Philae Lander Makes Soft Landing on Comet 67P

Philae Lander After Separation

The Onboard Scientific Imaging System (OSIRIS) on the European Space Agency’s Rosetta spacecraft captured this parting shot of the mission’s Philae lander after its separation from the mother ship on November 12, 2014. The image was taken with the OSIRIS narrow-angle camera. Credit: ESA/Rosetta/OSIRIS/MPS/UPD/LAM/IAA/SSO/INTA/UPM/DASP/IDA

The European Space Agency has confirmed that the Philae lander has successfully reached the surface of comet 67P/Churyumov-Gerasimenko. This is the first time in history that a spacecraft has made a soft landing on a comet.

The Onboard Scientific Imaging System (OSIRIS) on the European Space Agency’s Rosetta spacecraft captured this parting shot of the mission’s Philae lander after its separation from the mother ship on November 12, 2014. The image was taken with the OSIRIS narrow-angle camera.

Rosetta and Philae had been riding through space together for more than 10 years. Philae is the first probe to achieve soft landing on a comet, and Rosetta is the first to rendezvous with a comet and follow it around the sun. The information collected by Philae at one location on the surface will complement that collected by the Rosetta orbiter for the entire comet.

Rosetta is a European Space Agency (ESA) mission with contributions from its member states and NASA. Rosetta’s Philae lander is provided by a consortium led by the German Aerospace Center, Cologne; Max Planck Institute for Solar System Research, Gottingen; French National Space Agency, Paris; and the Italian Space Agency, Rome. NASA’s Jet Propulsion Laboratory (JPL), a division of the California Institute of Technology, Pasadena, manages the U.S. participation in the Rosetta mission for NASA’s Science Mission Directorate in Washington. Rosetta carries three NASA instruments in its 21-instrument payload.

OSIRIS was built by a consortium led by the Max Planck Institute for Solar System Research, Gottigen, Germany, in collaboration with the Center for Studies and Activities in Space, University of Padua, Italy; the Astrophysics Laboratory, Marseille, France; the Institute of Astrophysics of Andalucia, Spain; the Scientific Support Office of the European Space Agency, The Netherlands; the National Institute for Aerospace Technology, Torrejon de Ardoz, Spain; the Technical University of Madrid, Spain; the Department of Physics and Astronomy of Uppsala University, Sweden; and the Institute of Computer and Network Engineering of the Technical University, Braunschweig, Germany. OSIRIS was financially supported by the national funding agencies of the German Space Agency, Cologne, Germany; National Center for Space Studies, Paris, France; Italian Space Agency, Rome; Ministry of Education and Science, Madrid, Spain; the Swedish National Space Board, Solna, Sweden; and the European Space Agency Technical Directorate, Paris, France.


» Problem: Whenever a line in the entries below contains the string "Recent", copy that line.

» Task material:
^^^^^^^^^^^^^^^^

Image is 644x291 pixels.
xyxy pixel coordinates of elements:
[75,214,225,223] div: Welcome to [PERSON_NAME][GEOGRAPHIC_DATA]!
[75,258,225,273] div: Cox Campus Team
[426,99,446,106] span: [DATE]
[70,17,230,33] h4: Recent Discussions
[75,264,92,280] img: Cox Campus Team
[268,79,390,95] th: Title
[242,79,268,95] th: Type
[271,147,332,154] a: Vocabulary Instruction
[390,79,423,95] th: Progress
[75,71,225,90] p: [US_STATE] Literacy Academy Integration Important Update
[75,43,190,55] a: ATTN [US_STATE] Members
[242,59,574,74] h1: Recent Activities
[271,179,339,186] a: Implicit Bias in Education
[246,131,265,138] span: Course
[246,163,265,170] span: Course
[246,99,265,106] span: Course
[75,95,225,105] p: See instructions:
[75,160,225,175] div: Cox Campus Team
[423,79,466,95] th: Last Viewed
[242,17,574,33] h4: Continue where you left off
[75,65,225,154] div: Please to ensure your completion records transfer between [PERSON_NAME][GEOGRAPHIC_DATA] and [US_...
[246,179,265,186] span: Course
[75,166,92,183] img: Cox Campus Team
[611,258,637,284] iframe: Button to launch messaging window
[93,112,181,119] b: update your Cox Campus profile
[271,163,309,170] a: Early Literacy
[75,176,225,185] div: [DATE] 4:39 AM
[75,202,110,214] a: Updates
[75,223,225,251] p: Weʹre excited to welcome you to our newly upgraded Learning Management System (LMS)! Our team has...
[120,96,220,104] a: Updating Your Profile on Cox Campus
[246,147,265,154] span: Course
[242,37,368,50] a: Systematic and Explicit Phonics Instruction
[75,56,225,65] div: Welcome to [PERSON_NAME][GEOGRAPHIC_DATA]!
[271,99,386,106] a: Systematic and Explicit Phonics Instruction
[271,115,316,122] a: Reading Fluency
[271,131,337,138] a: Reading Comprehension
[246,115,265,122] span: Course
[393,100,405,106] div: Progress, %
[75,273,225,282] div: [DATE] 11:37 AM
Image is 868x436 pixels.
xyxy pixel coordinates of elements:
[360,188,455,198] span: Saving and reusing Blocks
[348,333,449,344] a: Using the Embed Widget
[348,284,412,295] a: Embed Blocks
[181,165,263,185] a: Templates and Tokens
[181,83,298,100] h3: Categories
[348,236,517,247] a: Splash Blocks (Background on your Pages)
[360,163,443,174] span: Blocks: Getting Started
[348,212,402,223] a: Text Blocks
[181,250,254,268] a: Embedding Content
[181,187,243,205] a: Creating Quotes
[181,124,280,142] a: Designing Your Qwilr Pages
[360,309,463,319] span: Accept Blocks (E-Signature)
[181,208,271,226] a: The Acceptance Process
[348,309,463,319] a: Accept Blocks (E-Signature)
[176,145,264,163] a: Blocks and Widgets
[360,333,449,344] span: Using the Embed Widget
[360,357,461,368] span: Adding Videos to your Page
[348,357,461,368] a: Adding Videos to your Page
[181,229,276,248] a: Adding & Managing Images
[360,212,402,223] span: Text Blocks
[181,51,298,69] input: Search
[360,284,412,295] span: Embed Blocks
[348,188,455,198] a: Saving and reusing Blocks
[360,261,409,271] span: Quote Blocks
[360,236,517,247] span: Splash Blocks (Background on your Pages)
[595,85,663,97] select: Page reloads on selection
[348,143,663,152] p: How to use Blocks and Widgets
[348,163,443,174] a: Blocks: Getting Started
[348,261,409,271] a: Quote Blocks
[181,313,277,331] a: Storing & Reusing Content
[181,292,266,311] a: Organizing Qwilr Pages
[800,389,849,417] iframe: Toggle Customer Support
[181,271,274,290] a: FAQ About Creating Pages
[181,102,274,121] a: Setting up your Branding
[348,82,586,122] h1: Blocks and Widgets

^^^^^^^^^^^^^^^^

» Reply:
[70,17,230,33] h4: Recent Discussions
[242,59,574,74] h1: Recent Activities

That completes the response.